I ask you to start considering the possibility that when you accepted Jesus, you weren’t just cashing in on a legal-transaction two thousand years ago that gives you eternal fire insurance. You rather were trading in your civilian clothes for a military uniform. You weren’t signing up in the “wait-to-go-to-heaven-for-free club.” You were rather enlisting as a guerilla warrior in a subversive revolution. Yes, you’ll go to heaven. But that is a mere by-product of the transforming revolutionary life you surrendered to in the present.

If the main thing Jesus did centered on a legal transaction in heaven that took place when he died, then the main thing the Church is about is getting people to give mental ascent to this. The Church thus becomes mainly a religious society consisting of people who believe they are saved by believing Jesus gets them “off the hook.”

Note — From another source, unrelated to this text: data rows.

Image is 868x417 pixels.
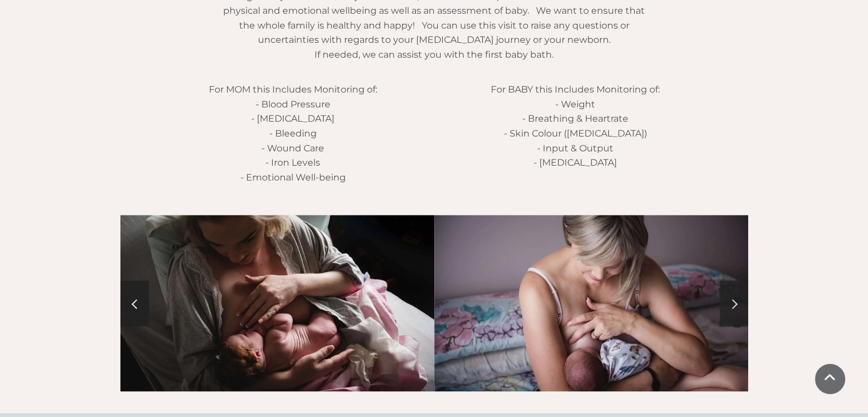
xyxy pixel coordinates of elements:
[815,364,845,394] a: Scroll To Top
[152,126,435,141] p: - Bleeding
[152,97,435,112] p: - Blood Pressure
[152,112,435,126] p: - [MEDICAL_DATA]
[215,47,654,62] p: If needed, we can assist you with the first baby bath.
[435,155,717,170] p: - [MEDICAL_DATA]
[152,82,435,97] p: For MOM this Includes Monitoring of:
[435,126,717,141] p: - Skin Colour ([MEDICAL_DATA])
[152,170,435,185] p: - Emotional Well-being
[435,97,717,112] p: - Weight
[152,155,435,170] p: - Iron Levels
[435,141,717,156] p: - Input & Output
[435,112,717,126] p: - Breathing & Heartrate
[152,141,435,156] p: - Wound Care
[435,82,717,97] p: For BABY this Includes Monitoring of:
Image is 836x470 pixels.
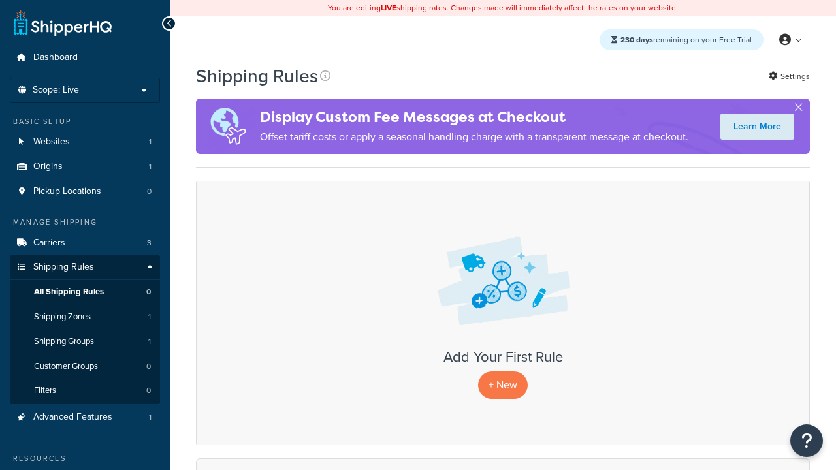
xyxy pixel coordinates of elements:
a: Shipping Zones 1 [10,305,160,329]
span: Advanced Features [33,412,112,423]
a: All Shipping Rules 0 [10,280,160,304]
span: 0 [146,361,151,372]
span: Shipping Zones [34,312,91,323]
p: Offset tariff costs or apply a seasonal handling charge with a transparent message at checkout. [260,128,688,146]
li: Shipping Rules [10,255,160,404]
span: 1 [148,336,151,347]
a: ShipperHQ Home [14,10,112,36]
span: 1 [149,412,152,423]
a: Pickup Locations 0 [10,180,160,204]
button: Open Resource Center [790,425,823,457]
a: Filters 0 [10,379,160,403]
li: Shipping Groups [10,330,160,354]
a: Customer Groups 0 [10,355,160,379]
a: Carriers 3 [10,231,160,255]
div: remaining on your Free Trial [600,29,763,50]
span: 0 [146,287,151,298]
p: + New [478,372,528,398]
div: Basic Setup [10,116,160,127]
span: Pickup Locations [33,186,101,197]
span: Shipping Rules [33,262,94,273]
a: Websites 1 [10,130,160,154]
img: duties-banner-06bc72dcb5fe05cb3f9472aba00be2ae8eb53ab6f0d8bb03d382ba314ac3c341.png [196,99,260,154]
h4: Display Custom Fee Messages at Checkout [260,106,688,128]
div: Resources [10,453,160,464]
span: Carriers [33,238,65,249]
a: Advanced Features 1 [10,406,160,430]
li: Websites [10,130,160,154]
span: Scope: Live [33,85,79,96]
span: 0 [147,186,152,197]
li: Customer Groups [10,355,160,379]
h1: Shipping Rules [196,63,318,89]
a: Shipping Groups 1 [10,330,160,354]
li: Advanced Features [10,406,160,430]
span: 0 [146,385,151,396]
span: 1 [149,136,152,148]
span: Origins [33,161,63,172]
span: Dashboard [33,52,78,63]
li: Carriers [10,231,160,255]
span: 1 [149,161,152,172]
div: Manage Shipping [10,217,160,228]
b: LIVE [381,2,396,14]
a: Dashboard [10,46,160,70]
li: Pickup Locations [10,180,160,204]
span: 3 [147,238,152,249]
strong: 230 days [620,34,653,46]
span: Customer Groups [34,361,98,372]
span: 1 [148,312,151,323]
a: Shipping Rules [10,255,160,280]
h3: Add Your First Rule [210,349,796,365]
a: Settings [769,67,810,86]
li: Shipping Zones [10,305,160,329]
li: All Shipping Rules [10,280,160,304]
li: Filters [10,379,160,403]
a: Learn More [720,114,794,140]
a: Origins 1 [10,155,160,179]
span: All Shipping Rules [34,287,104,298]
span: Websites [33,136,70,148]
span: Filters [34,385,56,396]
span: Shipping Groups [34,336,94,347]
li: Origins [10,155,160,179]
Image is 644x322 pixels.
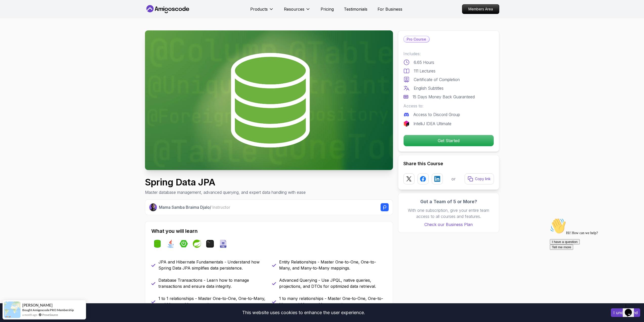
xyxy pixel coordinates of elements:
[2,29,25,34] button: Tell me more
[611,308,640,317] button: Accept cookies
[42,312,58,317] a: ProveSource
[158,295,265,307] p: 1 to 1 relationships - Master One-to-One, One-to-Many, and Many-to-Many mappings.
[2,24,32,29] button: I have a question
[414,68,436,74] p: 111 Lectures
[2,2,18,18] img: :wave:
[284,6,310,16] button: Resources
[145,30,392,170] img: spring-data-jpa_thumbnail
[166,240,174,248] img: java logo
[250,6,274,16] button: Products
[2,15,50,19] span: Hi! How can we help?
[403,198,493,205] h3: Got a Team of 5 or More?
[180,240,187,248] img: spring-boot logo
[344,6,367,12] a: Testimonials
[145,177,305,187] h1: Spring Data JPA
[153,240,161,248] img: spring-data-jpa logo
[284,6,304,12] p: Resources
[279,258,387,271] p: Entity Relationships - Master One-to-One, One-to-Many, and Many-to-Many mappings.
[212,205,230,210] span: Instructor
[451,176,455,182] p: or
[403,51,493,57] p: Includes:
[464,173,493,184] button: Copy link
[403,135,493,146] p: Get Started
[414,121,451,126] p: IntelliJ IDEA Ultimate
[414,112,460,117] p: Access to Discord Group
[206,240,214,248] img: terminal logo
[279,295,387,307] p: 1 to many relationships - Master One-to-One, One-to-Many, and Many-to-Many mappings.
[462,5,499,14] p: Members Area
[412,94,475,99] p: 15 Days Money Back Guaranteed
[414,77,459,82] p: Certificate of Completion
[4,307,603,318] div: This website uses cookies to enhance the user experience.
[4,302,20,318] img: provesource social proof notification image
[377,6,402,12] a: For Business
[149,203,157,211] img: Nelson Djalo
[250,6,268,12] p: Products
[22,303,53,307] span: [PERSON_NAME]
[462,4,499,14] a: Members Area
[158,277,265,289] p: Database Transactions - Learn how to manage transactions and ensure data integrity.
[414,60,434,65] p: 6.65 Hours
[403,135,493,147] button: Get Started
[33,308,74,311] a: Amigoscode PRO Membership
[403,121,410,126] img: jetbrains logo
[475,176,490,181] p: Copy link
[151,227,387,235] h2: What you will learn
[622,302,638,317] iframe: chat widget
[2,2,93,34] div: 👋Hi! How can we help?I have a questionTell me more
[279,277,387,289] p: Advanced Querying - Use JPQL, native queries, projections, and DTOs for optimized data retrieval.
[321,6,334,12] a: Pricing
[22,312,37,317] span: a month ago
[403,36,429,42] p: Pro Course
[403,221,493,227] a: Check our Business Plan
[414,85,444,91] p: English Subtitles
[548,216,638,299] iframe: chat widget
[219,240,227,248] img: sql logo
[22,308,32,311] span: Bought
[403,103,493,109] p: Access to:
[159,204,230,210] p: Mama Samba Braima Djalo /
[403,207,493,219] p: With one subscription, give your entire team access to all courses and features.
[403,160,493,167] h2: Share this Course
[145,189,305,195] p: Master database management, advanced querying, and expert data handling with ease
[193,240,201,248] img: spring logo
[158,258,265,271] p: JPA and Hibernate Fundamentals - Understand how Spring Data JPA simplifies data persistence.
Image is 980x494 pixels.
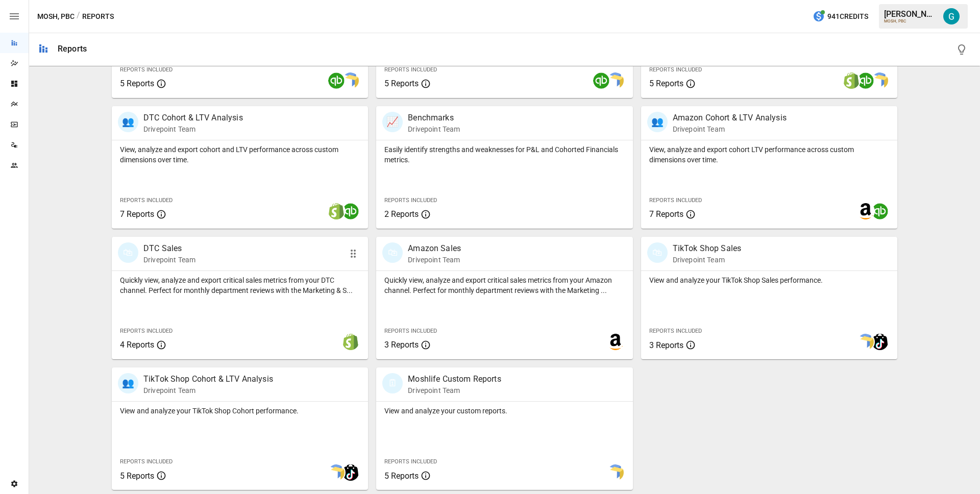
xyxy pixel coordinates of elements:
div: 👥 [118,112,139,132]
img: quickbooks [593,72,609,89]
p: View, analyze and export cohort LTV performance across custom dimensions over time. [649,144,889,165]
div: / [77,10,80,23]
p: View and analyze your custom reports. [384,406,625,416]
span: Reports Included [120,197,173,204]
span: Reports Included [384,197,437,204]
p: TikTok Shop Cohort & LTV Analysis [144,373,273,386]
span: Reports Included [649,328,702,335]
p: Amazon Cohort & LTV Analysis [673,112,787,124]
span: 7 Reports [649,209,684,219]
div: 🗓 [383,373,403,394]
p: Easily identify strengths and weaknesses for P&L and Cohorted Financials metrics. [384,144,625,165]
span: 5 Reports [120,471,154,481]
img: smart model [872,72,889,89]
p: Drivepoint Team [673,255,742,265]
div: MOSH, PBC [884,19,937,23]
span: Reports Included [120,328,173,335]
p: View and analyze your TikTok Shop Cohort performance. [120,406,360,416]
div: 👥 [118,373,139,394]
p: View, analyze and export cohort and LTV performance across custom dimensions over time. [120,144,360,165]
span: Reports Included [120,66,173,73]
span: Reports Included [384,66,437,73]
p: Moshlife Custom Reports [408,373,501,386]
span: 5 Reports [384,471,418,481]
img: amazon [608,334,624,350]
span: 3 Reports [384,340,418,350]
img: smart model [343,72,359,89]
div: Reports [58,44,87,54]
div: 🛍 [647,243,668,263]
span: Reports Included [120,458,173,465]
img: amazon [858,203,874,219]
div: 👥 [647,112,668,132]
p: Drivepoint Team [144,386,273,396]
img: shopify [343,334,359,350]
div: 🛍 [383,243,403,263]
span: Reports Included [649,197,702,204]
span: Reports Included [384,328,437,335]
span: Reports Included [384,458,437,465]
img: shopify [328,203,345,219]
p: DTC Cohort & LTV Analysis [144,112,243,124]
p: Drivepoint Team [144,255,195,265]
button: Gavin Acres [937,2,966,31]
p: DTC Sales [144,243,195,255]
div: 📈 [383,112,403,132]
img: smart model [608,72,624,89]
img: Gavin Acres [943,8,960,25]
span: 7 Reports [120,209,154,219]
span: 941 Credits [827,10,868,23]
img: quickbooks [343,203,359,219]
img: shopify [843,72,860,89]
span: 4 Reports [120,340,154,350]
img: quickbooks [328,72,345,89]
p: TikTok Shop Sales [673,243,742,255]
p: Drivepoint Team [408,255,461,265]
p: Quickly view, analyze and export critical sales metrics from your Amazon channel. Perfect for mon... [384,275,625,296]
span: 5 Reports [649,79,684,88]
p: View and analyze your TikTok Shop Sales performance. [649,275,889,285]
p: Drivepoint Team [408,386,501,396]
span: 5 Reports [120,79,154,88]
img: quickbooks [872,203,889,219]
p: Drivepoint Team [144,124,243,134]
img: smart model [608,464,624,481]
p: Drivepoint Team [673,124,787,134]
span: 2 Reports [384,209,418,219]
div: [PERSON_NAME] [884,9,937,19]
span: 3 Reports [649,340,684,350]
p: Benchmarks [408,112,460,124]
button: MOSH, PBC [37,10,74,23]
img: smart model [858,334,874,350]
p: Amazon Sales [408,243,461,255]
img: smart model [328,464,345,481]
img: quickbooks [858,72,874,89]
span: Reports Included [649,66,702,73]
p: Drivepoint Team [408,124,460,134]
img: tiktok [872,334,889,350]
span: 5 Reports [384,79,418,88]
button: 941Credits [809,7,872,26]
img: tiktok [343,464,359,481]
div: 🛍 [118,243,139,263]
p: Quickly view, analyze and export critical sales metrics from your DTC channel. Perfect for monthl... [120,275,360,296]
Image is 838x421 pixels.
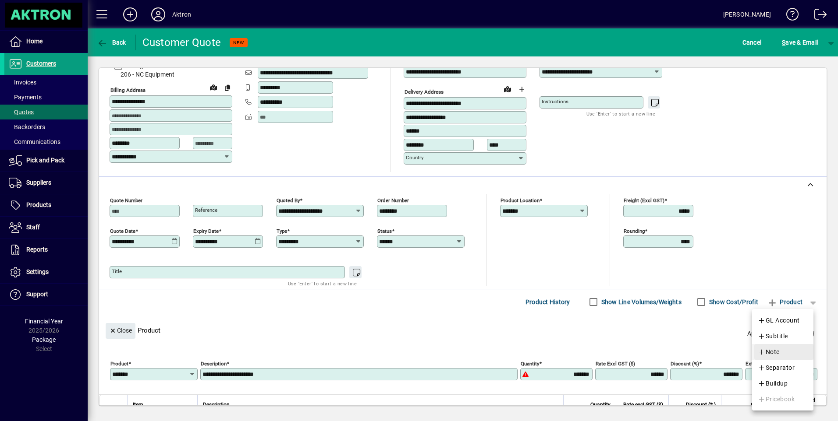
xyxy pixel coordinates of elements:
[752,392,813,407] button: Pricebook
[752,313,813,329] button: GL Account
[752,329,813,344] button: Subtitle
[758,347,779,358] span: Note
[758,394,794,405] span: Pricebook
[758,379,787,389] span: Buildup
[758,331,788,342] span: Subtitle
[752,360,813,376] button: Separator
[752,344,813,360] button: Note
[758,315,800,326] span: GL Account
[752,376,813,392] button: Buildup
[758,363,794,373] span: Separator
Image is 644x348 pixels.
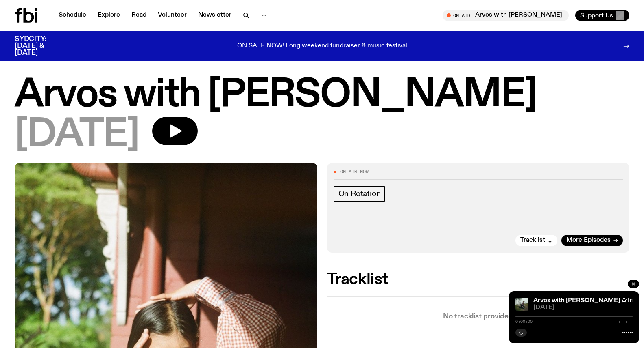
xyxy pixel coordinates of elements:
[566,237,610,244] span: More Episodes
[580,12,613,19] span: Support Us
[340,169,368,174] span: On Air Now
[339,189,381,198] span: On Rotation
[515,298,528,311] img: Rich Brian sits on playground equipment pensively, feeling ethereal in a misty setting
[515,320,532,324] span: 0:00:00
[515,235,557,246] button: Tracklist
[193,10,236,21] a: Newsletter
[237,43,407,50] p: ON SALE NOW! Long weekend fundraiser & music festival
[520,237,545,244] span: Tracklist
[127,10,151,21] a: Read
[15,77,629,114] h1: Arvos with [PERSON_NAME]
[15,117,139,154] span: [DATE]
[615,320,632,324] span: -:--:--
[327,313,629,321] p: No tracklist provided
[93,10,125,21] a: Explore
[575,10,629,21] button: Support Us
[533,305,632,311] span: [DATE]
[442,10,569,21] button: On AirArvos with [PERSON_NAME]
[561,235,622,246] a: More Episodes
[334,186,386,202] a: On Rotation
[327,273,629,287] h2: Tracklist
[54,10,91,21] a: Schedule
[15,36,67,56] h3: SYDCITY: [DATE] & [DATE]
[153,10,191,21] a: Volunteer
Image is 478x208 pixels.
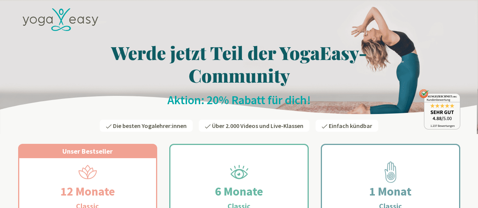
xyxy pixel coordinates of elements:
h2: Aktion: 20% Rabatt für dich! [18,93,461,108]
h1: Werde jetzt Teil der YogaEasy-Community [18,41,461,87]
h2: 12 Monate [42,183,133,201]
h2: 1 Monat [351,183,430,201]
span: Einfach kündbar [329,122,373,130]
span: Über 2.000 Videos und Live-Klassen [212,122,304,130]
h2: 6 Monate [197,183,281,201]
span: Unser Bestseller [62,147,113,156]
span: Die besten Yogalehrer:innen [113,122,187,130]
img: ausgezeichnet_badge.png [419,89,461,130]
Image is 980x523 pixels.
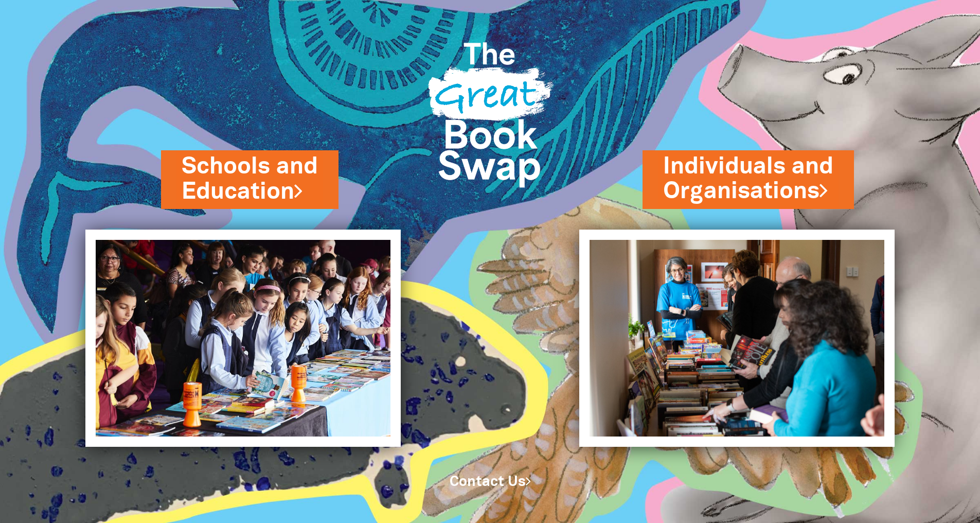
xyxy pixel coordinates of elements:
[86,230,401,447] img: Schools and Education
[579,230,894,447] img: Individuals and Organisations
[663,151,833,208] a: Individuals andOrganisations
[450,476,531,489] a: Contact Us
[416,12,565,209] img: Great Bookswap logo
[181,151,318,208] a: Schools andEducation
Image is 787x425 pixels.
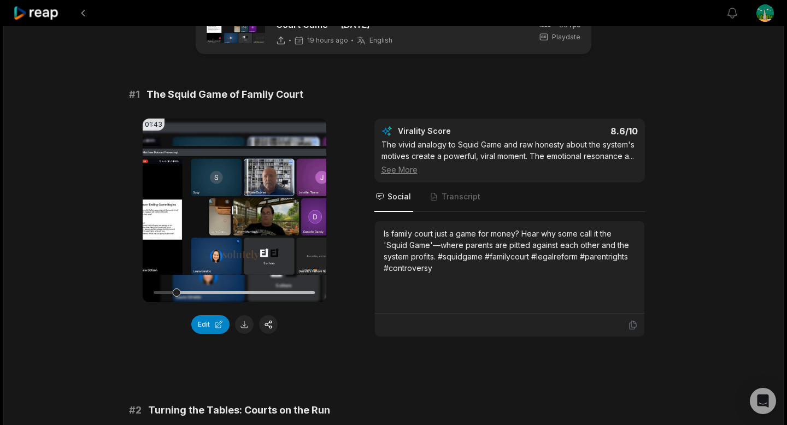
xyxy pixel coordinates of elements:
[146,87,303,102] span: The Squid Game of Family Court
[384,228,636,274] div: Is family court just a game for money? Hear why some call it the 'Squid Game'—where parents are p...
[382,164,638,175] div: See More
[398,126,515,137] div: Virality Score
[388,191,411,202] span: Social
[129,87,140,102] span: # 1
[552,32,580,42] span: Playdate
[442,191,480,202] span: Transcript
[374,183,645,212] nav: Tabs
[148,403,330,418] span: Turning the Tables: Courts on the Run
[129,403,142,418] span: # 2
[750,388,776,414] div: Open Intercom Messenger
[369,36,392,45] span: English
[520,126,638,137] div: 8.6 /10
[191,315,230,334] button: Edit
[382,139,638,175] div: The vivid analogy to Squid Game and raw honesty about the system's motives create a powerful, vir...
[307,36,348,45] span: 19 hours ago
[143,119,326,302] video: Your browser does not support mp4 format.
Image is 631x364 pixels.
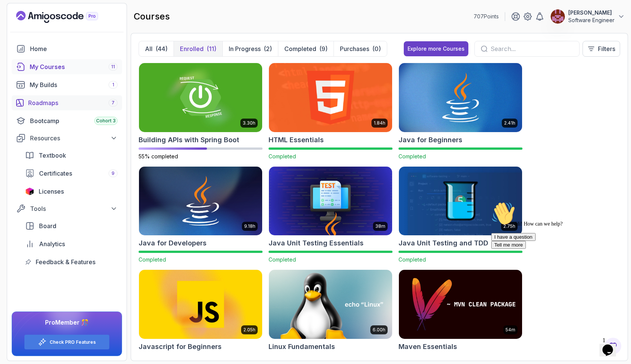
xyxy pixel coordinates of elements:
button: I have a question [3,35,47,43]
a: Landing page [16,11,115,23]
span: Certificates [39,169,72,178]
h2: Javascript for Beginners [139,342,222,352]
img: Javascript for Beginners card [139,270,262,340]
div: (9) [319,44,328,54]
button: Explore more Courses [404,41,468,56]
a: Java for Beginners card2.41hJava for BeginnersCompleted [399,62,523,160]
p: Enrolled [180,44,204,54]
iframe: chat widget [599,334,624,357]
img: jetbrains icon [25,188,34,195]
p: Filters [598,44,615,54]
span: Textbook [39,151,66,160]
p: [PERSON_NAME] [569,9,614,17]
div: Explore more Courses [408,45,464,53]
h2: Building APIs with Spring Boot [139,135,239,145]
p: 3.30h [242,120,255,126]
span: 1 [112,82,115,88]
span: Completed [269,153,296,159]
p: 1.84h [374,120,385,126]
a: bootcamp [12,114,122,129]
button: Resources [12,131,122,145]
button: Check PRO Features [24,335,110,350]
a: Building APIs with Spring Boot card3.30hBuilding APIs with Spring Boot55% completed [139,62,262,160]
span: 9 [111,171,115,177]
span: Completed [139,257,166,263]
a: board [21,219,122,234]
div: Home [30,44,118,54]
img: Linux Fundamentals card [269,270,392,340]
img: Maven Essentials card [399,270,522,340]
p: 707 Points [474,13,499,21]
a: feedback [21,254,122,270]
h2: HTML Essentials [269,135,324,145]
a: home [12,41,122,56]
span: 11 [111,64,115,69]
img: Java for Developers card [139,167,262,236]
a: licenses [21,184,122,199]
input: Search... [490,44,573,54]
span: Completed [399,153,426,159]
a: Check PRO Features [50,340,96,346]
h2: Maven Essentials [399,342,457,352]
span: Analytics [39,239,65,249]
p: Software Engineer [569,17,614,24]
button: user profile image[PERSON_NAME]Software Engineer [550,9,625,24]
p: Completed [284,44,316,54]
p: 2.41h [504,120,516,126]
p: 2.05h [243,327,255,333]
button: In Progress(2) [223,41,278,56]
a: certificates [21,166,122,181]
img: HTML Essentials card [269,63,392,132]
a: HTML Essentials card1.84hHTML EssentialsCompleted [269,62,392,160]
a: Java for Developers card9.18hJava for DevelopersCompleted [139,167,262,264]
img: :wave: [3,3,27,27]
button: Purchases(0) [333,41,387,56]
span: Hi! How can we help? [3,23,74,28]
span: Completed [399,257,426,263]
a: courses [12,59,122,74]
span: Board [39,222,56,231]
h2: Java Unit Testing and TDD [399,238,488,249]
h2: Java Unit Testing Essentials [269,238,363,249]
span: Completed [269,257,296,263]
button: All(44) [139,41,174,56]
img: Building APIs with Spring Boot card [139,63,262,132]
img: Java Unit Testing and TDD card [399,167,522,236]
div: Roadmaps [28,99,118,107]
div: Bootcamp [30,116,118,126]
h2: Linux Fundamentals [269,342,335,352]
img: Java Unit Testing Essentials card [269,167,392,236]
img: user profile image [550,9,565,24]
div: (2) [264,44,272,54]
span: 55% completed [139,153,178,159]
p: 6.00h [373,327,385,333]
p: 38m [375,223,385,230]
p: In Progress [229,44,261,54]
a: analytics [21,237,122,252]
span: Licenses [39,187,64,196]
button: Tools [12,202,122,216]
div: My Courses [30,62,118,71]
h2: courses [133,10,170,23]
a: roadmaps [12,96,122,111]
h2: Java for Developers [139,238,207,249]
div: (0) [372,44,381,54]
span: Feedback & Features [36,257,96,267]
div: My Builds [30,81,118,89]
div: Resources [30,133,118,143]
div: Tools [30,205,118,213]
img: Java for Beginners card [399,63,522,132]
p: Purchases [340,44,370,54]
p: All [145,44,152,54]
button: Enrolled(11) [174,41,223,56]
button: Tell me more [3,43,38,51]
div: 👋Hi! How can we help?I have a questionTell me more [3,3,138,51]
iframe: chat widget [488,199,624,331]
p: 9.18h [244,223,255,230]
button: Filters [583,41,620,57]
span: Cohort 3 [96,118,115,124]
span: 7 [111,100,115,106]
div: (44) [156,44,167,54]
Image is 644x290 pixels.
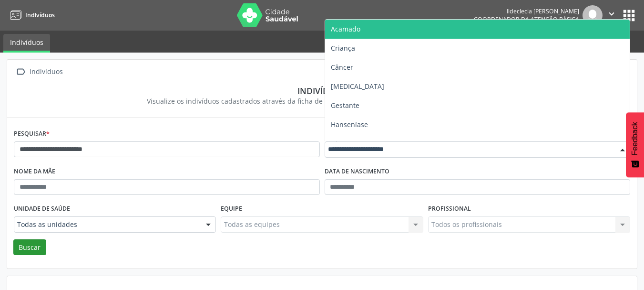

By contrast, if the main thing Jesus was about centered on overturning condemnation and overcoming evil by unleashing the unsurpassable power of self-sacrificial love—which I argue for in so much of what I write and preach—then the Church must be seen primarily as a community of people who do the same thing. In this view, we can’t even talk about what Jesus did for us without in the same breath talking about what Jesus is doing in us and through us.

Because of what Jesus did, we are being caught up into the reality of God’s conquest of evil through the power of self-sacrificial love. This reality is what Jesus identified as the Kingdom of God. The evidence that we’re being caught up into the Kingdom is not merely that we prayed “the sinners prayer,” but that we are beginning to individually and collectively manifest Jesus’ self-sacrificial love.

The Kingdom is not a legal-transaction kind of thing. It’s a caught-up-into-a-new-reality kind of thing.

This is why the New Testament stresses so strongly that we are united with Christ. Jesus identifies with us so that we may be identified with him (e.g. Rom. 6:1-8; Gal 2:17-21). His life, death and resurrection becomes our life, death and resurrection. Everything Jesus was about is what we are to be about, for we are, fact, united with him. This is also why Jesus not only takes up the cross for us, but also calls us to take up the cross in imitation of him (Mt 10:37-40, 16:21-28).

Imitating Jesus’ love, participating in Jesus’ love, identifying with Jesus’ love, and being transformed by Jesus’ love, is the essence of the Kingdom Jesus came to establish.